The ordinance might not apply in incidents where the “vulnerable road user” was violating traffic laws.
Lambert said he felt compelled to propose the ordinance after learning in January about a middle-school student being nearly struck by a car while she was in a crosswalk at North Peachtree and Tilly Mill roads. In another January incident, a jogger was struck by a car as she ran in a crosswalk and sustained serious injuries, he said.

The drivers were not paying attention to the road while the pedestrians were following the law, Lambert said. The proposed ordinance could help raise more awareness among motorists about sharing the road, he added.
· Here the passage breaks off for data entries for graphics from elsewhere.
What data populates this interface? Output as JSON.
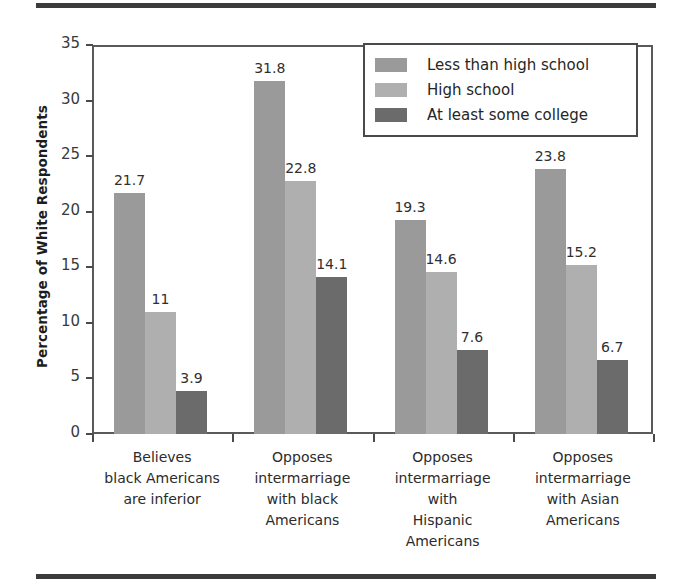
{
  "figure": {
    "top_rule": "horizontal-rule",
    "bottom_rule": "horizontal-rule"
  },
  "chart_data": {
    "type": "bar",
    "title": "",
    "xlabel": "",
    "ylabel": "Percentage of White Respondents",
    "ylim": [
      0,
      35
    ],
    "yticks": [
      0,
      5,
      10,
      15,
      20,
      25,
      30,
      35
    ],
    "ytick_labels": [
      "0",
      "5",
      "10",
      "15",
      "20",
      "25",
      "30",
      "35"
    ],
    "grid": false,
    "legend_position": "top-right",
    "categories": [
      "Believes\nblack Americans\nare inferior",
      "Opposes\nintermarriage\nwith black\nAmericans",
      "Opposes\nintermarriage\nwith\nHispanic\nAmericans",
      "Opposes\nintermarriage\nwith Asian\nAmericans"
    ],
    "category_lines": [
      [
        "Believes",
        "black Americans",
        "are inferior"
      ],
      [
        "Opposes",
        "intermarriage",
        "with black",
        "Americans"
      ],
      [
        "Opposes",
        "intermarriage",
        "with",
        "Hispanic",
        "Americans"
      ],
      [
        "Opposes",
        "intermarriage",
        "with Asian",
        "Americans"
      ]
    ],
    "series": [
      {
        "name": "Less than high school",
        "color": "#9a9a9a",
        "values": [
          21.7,
          31.8,
          19.3,
          23.8
        ],
        "labels": [
          "21.7",
          "31.8",
          "19.3",
          "23.8"
        ]
      },
      {
        "name": "High school",
        "color": "#afafaf",
        "values": [
          11,
          22.8,
          14.6,
          15.2
        ],
        "labels": [
          "11",
          "22.8",
          "14.6",
          "15.2"
        ]
      },
      {
        "name": "At least some college",
        "color": "#6b6b6b",
        "values": [
          3.9,
          14.1,
          7.6,
          6.7
        ],
        "labels": [
          "3.9",
          "14.1",
          "7.6",
          "6.7"
        ]
      }
    ]
  }
}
Deterrents such as fines, mandatory court dates and even a stint in jail, are also intended to change driver behavior to be more aware of their surroundings.

“We are striving to become a more bicycle- and pedestrian-friendly city and have initiated a lot of priorities like sidewalks [and] crosswalks,” Lambert said. “Infrastructure is great, but you only get one piece of the puzzle.

“The idea not to be punitive, but to educate drivers,” he added. “We’re crafting the ordinance in way the driver can have penalties reduced or removed if they complete a driver education class.”

No other cities in Georgia currently have such an ordinance, Lambert said. He said he worked with Police Chief Billy Grogan and the city attorney to come up with Dunwoody’s ordinance by researching similar ones in Houston and Washington state. Nine states in the country have “vulnerable road user” laws, Lambert said.

Lambert said he hopes to have the proposed ordinance back before the City Council later this month. “I’m excited for us to blaze this trail … and set an example for other municipalities,” he said.

Dunwoody resident Cheryl Summers spoke out against the ordinance during public comment, saying “vulnerable road users” can use sidewalks and other pathways to stay off roads.

“I don’t see the need for this,” she said. “I don’t know of any driver or operator of a vehicle who would deliberately try to run down a pedestrian or one of these others vulnerable road users. I think this is a little ridiculous and redundant to what we already have.”